Instead of saying that an element of the tensor product /is/ a linear map, I'd say that V* tensor V is isomorphic to Hom(V,V). In other words, there's a way of interpreting a linear operator on V as an element of V* tensor V, and vice versa.
What do mathematicians have against examples. If a picture is worth a thousand words a math example is worth at least ten theorem's. No example always gets a dislike from me. Also my understanding is that contravariant things like vectors use the upper index and covariant things the lower index.
I agree there should be some examples. The coordinates of vectors are contravariant, and they indeed get upper indices, but the vectors in the basis then have lower indices to preserve the summation convention. So we might write the vector v = vⁱ eᵢ and the vⁱ then receive upper indices. This gets confusing since one is prone to conflate the vectors with their coordinates.
@7:25. "this gives a natural injection". I don't see it. What injection is the Prof talking about?? How? Still a mystery, 30 years later after first seeing the statement in Prof. Vraciu's tome... like Tantalus, forever denied understanding of that is right before me
well, I guess if you define a family of maps indexed by the vectors of V; where each map is from functionals to K by where the value of the map at functional alpha is the result of the evaluation operator using the indexing V-vector and alpha, that is the actual same set as the set of functionals of functionals -V**- (easy finite dimensional proof), voila, you baselessly indexed V** by V ("injected")
mathematicasn usualyy explain what they know they dont explain something to knew they only explain things that mathematicans already know but dont give explanation to introductory people which makes me think they speak alone
Hey! Thank you for this insightful video about dual vector spaces.
Really helpful video, I appreciate it, rather difficult to find videos on topics like this.
I'm glad you found it helpful. Let me know if there are other toppics you'd like to see...
super great material! i would be really happy having a lecture taught by Prof. Fowler on multilinear forms
Instead of saying that an element of the tensor product /is/ a linear map, I'd say that V* tensor V is isomorphic to Hom(V,V). In other words, there's a way of interpreting a linear operator on V as an element of V* tensor V, and vice versa.
One can see how studying this isomorphism grew into category theory. At least MacLean/Eilenberg 1948 used this example when introducing categories.
Heey Jim, very usefull video! But it would be very nice if you made a video with an concrete example, applying all this things. Thanks in advance
Very Very clear!!
What do mathematicians have against examples. If a picture is worth a thousand words a math example is worth at least ten theorem's. No example always gets a dislike from me.
Also my understanding is that contravariant things like vectors use the upper index and covariant things the lower index.
I agree there should be some examples.
The coordinates of vectors are contravariant, and they indeed get upper indices, but the vectors in the basis then have lower indices to preserve the summation convention. So we might write the vector v = vⁱ eᵢ and the vⁱ then receive upper indices. This gets confusing since one is prone to conflate the vectors with their coordinates.
would be nice to have a step by step explanation for why f* is the transpose of f.
It would be nice to have the transpose defined, but I guess he did it in earlier videos.
best video on dual space on UA-cam!
Glad you think so!
Great video
oh thank you! I'm glad you liked it.
Thank you so much, your video was so helpful :-)
How do you check that the dual basis you constructed is linearly independent, since this is needed to show that it spans?
thanks for this. only really needed the first half of the video though
really helpful video
thank you
You're welcome!
Good lecture. I would have started from the change of basis formula.
That's a good point.
Thnx hey, the video is so helpful
At 7:05, would the tensor product of V and V* be a linear map? You define this in your video for tensors as so.
@7:25. "this gives a natural injection".
I don't see it. What injection is the Prof talking about?? How?
Still a mystery, 30 years later after first seeing the statement in Prof. Vraciu's tome...
like Tantalus, forever denied understanding of that is right before me
"A map! of a map! of an "evaluation"?!? of a dual! applied to a MAP!!!"
"Sir, this is an Arby's"
well, I guess if you define a family of maps indexed by the vectors of V;
where each map is from functionals to K by where the value of the map at functional alpha is the result of the evaluation operator using the indexing V-vector and alpha,
that is the actual same set as the set of functionals of functionals -V**- (easy finite dimensional proof),
voila, you baselessly indexed V** by V ("injected")
What is a "natural" isomorphism?
Nicolas Diaz-Wahl I think it's one that does not depend on the basis you choose
great lecture but the background noise is disturbing
Yeah -- I made this video in grad school, and I definitely didn't have the best (or really any...) equipment.
Thanks man! This was useful!
mathematicasn usualyy explain what they know they dont explain something to knew they only explain things that mathematicans already know but dont give explanation to introductory people which makes me think they speak alone
More of variables with no real example
Sorry, but you make so much noise, the sound "mchch", when you speak. This is not good for a teacher!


Exercise details: Whenever the word "height" shows up in a line of the data, copy that line.

Dataset records:
[Start of section]

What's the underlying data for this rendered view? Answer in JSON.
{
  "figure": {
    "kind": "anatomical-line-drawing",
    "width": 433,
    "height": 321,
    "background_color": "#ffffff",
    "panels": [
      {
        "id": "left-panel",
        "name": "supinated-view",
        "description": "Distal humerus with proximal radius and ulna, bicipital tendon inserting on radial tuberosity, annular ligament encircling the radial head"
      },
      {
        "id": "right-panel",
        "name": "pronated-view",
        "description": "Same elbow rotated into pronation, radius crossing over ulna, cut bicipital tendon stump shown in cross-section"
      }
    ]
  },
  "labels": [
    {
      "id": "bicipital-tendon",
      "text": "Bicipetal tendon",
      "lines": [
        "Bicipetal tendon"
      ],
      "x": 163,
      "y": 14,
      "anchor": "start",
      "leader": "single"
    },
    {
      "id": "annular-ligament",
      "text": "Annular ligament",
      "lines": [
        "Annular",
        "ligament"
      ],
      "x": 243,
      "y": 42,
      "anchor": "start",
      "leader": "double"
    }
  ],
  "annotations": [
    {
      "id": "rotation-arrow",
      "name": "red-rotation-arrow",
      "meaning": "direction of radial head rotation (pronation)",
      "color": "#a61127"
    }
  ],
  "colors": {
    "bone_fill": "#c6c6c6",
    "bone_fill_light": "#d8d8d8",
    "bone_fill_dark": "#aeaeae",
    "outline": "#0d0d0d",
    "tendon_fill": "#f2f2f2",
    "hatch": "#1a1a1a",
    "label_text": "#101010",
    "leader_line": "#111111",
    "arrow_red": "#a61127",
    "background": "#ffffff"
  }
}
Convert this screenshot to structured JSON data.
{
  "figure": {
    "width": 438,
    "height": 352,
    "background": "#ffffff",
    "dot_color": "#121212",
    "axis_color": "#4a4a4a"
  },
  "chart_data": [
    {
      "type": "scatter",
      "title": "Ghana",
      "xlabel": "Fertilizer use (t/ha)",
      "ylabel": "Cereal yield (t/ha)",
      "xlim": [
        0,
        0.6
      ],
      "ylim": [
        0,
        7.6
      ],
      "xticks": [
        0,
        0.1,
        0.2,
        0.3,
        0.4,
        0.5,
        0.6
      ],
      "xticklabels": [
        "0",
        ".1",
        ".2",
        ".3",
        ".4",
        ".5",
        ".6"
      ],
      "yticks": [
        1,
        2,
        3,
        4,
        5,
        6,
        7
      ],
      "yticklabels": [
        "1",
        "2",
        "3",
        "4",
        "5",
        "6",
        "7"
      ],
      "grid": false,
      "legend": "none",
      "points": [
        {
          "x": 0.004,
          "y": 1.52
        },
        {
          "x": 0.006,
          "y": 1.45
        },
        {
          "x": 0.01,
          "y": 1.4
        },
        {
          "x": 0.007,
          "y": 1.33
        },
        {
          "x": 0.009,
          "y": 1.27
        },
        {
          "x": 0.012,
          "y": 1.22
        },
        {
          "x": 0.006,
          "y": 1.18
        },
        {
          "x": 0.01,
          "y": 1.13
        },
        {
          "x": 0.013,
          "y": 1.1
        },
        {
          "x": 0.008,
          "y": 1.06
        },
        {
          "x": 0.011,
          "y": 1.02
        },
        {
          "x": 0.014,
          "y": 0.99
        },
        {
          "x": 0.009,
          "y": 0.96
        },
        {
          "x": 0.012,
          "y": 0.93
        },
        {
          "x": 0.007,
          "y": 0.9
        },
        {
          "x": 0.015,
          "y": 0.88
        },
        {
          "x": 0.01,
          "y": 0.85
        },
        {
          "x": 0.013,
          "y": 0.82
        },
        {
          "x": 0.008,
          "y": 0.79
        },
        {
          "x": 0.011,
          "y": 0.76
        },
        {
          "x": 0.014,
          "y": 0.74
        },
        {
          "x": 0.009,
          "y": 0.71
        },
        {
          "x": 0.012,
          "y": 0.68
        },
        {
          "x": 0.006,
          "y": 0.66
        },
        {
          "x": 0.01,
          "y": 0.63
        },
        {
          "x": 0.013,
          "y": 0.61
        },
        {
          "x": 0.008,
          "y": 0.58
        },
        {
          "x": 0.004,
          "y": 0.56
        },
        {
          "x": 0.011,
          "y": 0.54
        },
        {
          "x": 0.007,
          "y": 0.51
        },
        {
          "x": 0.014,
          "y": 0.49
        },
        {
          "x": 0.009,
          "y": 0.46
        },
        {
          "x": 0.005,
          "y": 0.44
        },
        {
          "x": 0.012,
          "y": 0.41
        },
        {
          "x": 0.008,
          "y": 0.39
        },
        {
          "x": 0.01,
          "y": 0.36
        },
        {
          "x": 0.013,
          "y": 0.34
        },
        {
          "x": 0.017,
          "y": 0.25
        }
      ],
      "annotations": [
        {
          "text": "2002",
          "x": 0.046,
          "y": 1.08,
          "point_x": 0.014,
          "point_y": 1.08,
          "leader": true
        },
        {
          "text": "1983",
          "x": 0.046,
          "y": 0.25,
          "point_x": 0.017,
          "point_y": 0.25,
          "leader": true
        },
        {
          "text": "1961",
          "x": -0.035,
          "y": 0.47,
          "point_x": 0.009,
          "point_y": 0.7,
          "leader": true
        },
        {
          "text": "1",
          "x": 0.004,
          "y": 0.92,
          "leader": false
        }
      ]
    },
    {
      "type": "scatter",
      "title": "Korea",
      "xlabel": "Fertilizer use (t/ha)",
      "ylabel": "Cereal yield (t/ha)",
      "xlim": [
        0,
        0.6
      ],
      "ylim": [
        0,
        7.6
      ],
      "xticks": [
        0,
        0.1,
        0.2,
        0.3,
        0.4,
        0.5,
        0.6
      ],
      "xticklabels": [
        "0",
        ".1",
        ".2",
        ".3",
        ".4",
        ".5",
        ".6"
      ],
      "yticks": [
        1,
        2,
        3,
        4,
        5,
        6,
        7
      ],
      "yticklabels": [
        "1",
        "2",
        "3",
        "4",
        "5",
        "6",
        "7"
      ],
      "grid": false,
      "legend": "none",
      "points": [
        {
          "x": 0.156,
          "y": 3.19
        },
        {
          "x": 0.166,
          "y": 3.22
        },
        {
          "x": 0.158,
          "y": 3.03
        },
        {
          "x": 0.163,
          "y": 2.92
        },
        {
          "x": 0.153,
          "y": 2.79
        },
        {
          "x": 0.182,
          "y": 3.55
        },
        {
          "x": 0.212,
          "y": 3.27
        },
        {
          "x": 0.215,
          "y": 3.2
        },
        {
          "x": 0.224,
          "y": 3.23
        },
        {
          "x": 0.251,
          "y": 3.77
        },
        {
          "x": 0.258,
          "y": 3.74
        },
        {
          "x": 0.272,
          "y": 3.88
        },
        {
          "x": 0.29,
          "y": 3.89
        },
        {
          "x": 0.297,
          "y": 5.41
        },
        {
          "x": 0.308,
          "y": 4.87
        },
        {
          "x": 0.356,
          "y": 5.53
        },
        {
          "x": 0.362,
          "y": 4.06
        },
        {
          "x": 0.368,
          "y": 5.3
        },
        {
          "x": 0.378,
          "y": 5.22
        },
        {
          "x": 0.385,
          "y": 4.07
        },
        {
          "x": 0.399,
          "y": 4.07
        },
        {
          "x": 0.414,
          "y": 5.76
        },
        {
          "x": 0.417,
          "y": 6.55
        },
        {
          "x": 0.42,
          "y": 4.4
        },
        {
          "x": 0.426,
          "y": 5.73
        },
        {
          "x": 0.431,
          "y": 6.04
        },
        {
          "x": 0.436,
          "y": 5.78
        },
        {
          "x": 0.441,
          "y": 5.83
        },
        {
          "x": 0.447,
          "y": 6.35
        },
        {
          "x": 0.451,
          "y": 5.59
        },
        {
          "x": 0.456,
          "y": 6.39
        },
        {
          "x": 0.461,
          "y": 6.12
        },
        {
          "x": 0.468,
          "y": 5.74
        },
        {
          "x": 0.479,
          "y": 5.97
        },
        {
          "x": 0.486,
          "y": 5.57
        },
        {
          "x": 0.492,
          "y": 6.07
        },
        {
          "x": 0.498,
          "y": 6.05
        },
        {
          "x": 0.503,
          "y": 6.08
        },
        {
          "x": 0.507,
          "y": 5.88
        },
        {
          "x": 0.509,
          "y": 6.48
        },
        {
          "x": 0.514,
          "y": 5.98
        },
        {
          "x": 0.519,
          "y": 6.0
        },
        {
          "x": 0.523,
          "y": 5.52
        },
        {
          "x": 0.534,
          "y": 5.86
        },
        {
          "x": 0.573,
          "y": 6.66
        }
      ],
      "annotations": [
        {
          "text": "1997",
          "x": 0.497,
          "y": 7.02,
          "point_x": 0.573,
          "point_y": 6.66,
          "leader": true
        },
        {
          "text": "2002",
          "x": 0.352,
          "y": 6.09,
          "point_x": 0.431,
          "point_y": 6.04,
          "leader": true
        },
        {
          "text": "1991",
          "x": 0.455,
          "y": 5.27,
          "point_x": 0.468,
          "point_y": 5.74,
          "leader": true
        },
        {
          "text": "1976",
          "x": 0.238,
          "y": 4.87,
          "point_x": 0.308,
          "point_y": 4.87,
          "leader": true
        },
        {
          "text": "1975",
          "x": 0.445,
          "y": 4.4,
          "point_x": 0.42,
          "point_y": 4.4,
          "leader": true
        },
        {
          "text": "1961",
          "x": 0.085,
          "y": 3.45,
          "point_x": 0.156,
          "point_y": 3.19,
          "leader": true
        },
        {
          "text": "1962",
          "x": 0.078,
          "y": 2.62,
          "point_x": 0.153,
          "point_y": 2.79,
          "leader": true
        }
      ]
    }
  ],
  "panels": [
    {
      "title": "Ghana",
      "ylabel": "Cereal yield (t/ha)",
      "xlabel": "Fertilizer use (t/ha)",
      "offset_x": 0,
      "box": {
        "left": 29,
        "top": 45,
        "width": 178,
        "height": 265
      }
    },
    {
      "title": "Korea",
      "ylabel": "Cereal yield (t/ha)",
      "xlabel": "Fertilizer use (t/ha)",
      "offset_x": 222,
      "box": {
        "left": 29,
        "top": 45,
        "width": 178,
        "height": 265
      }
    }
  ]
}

[End of section]

Task solution:
    "height": 321,
    "height": 352,
        "height": 265
        "height": 265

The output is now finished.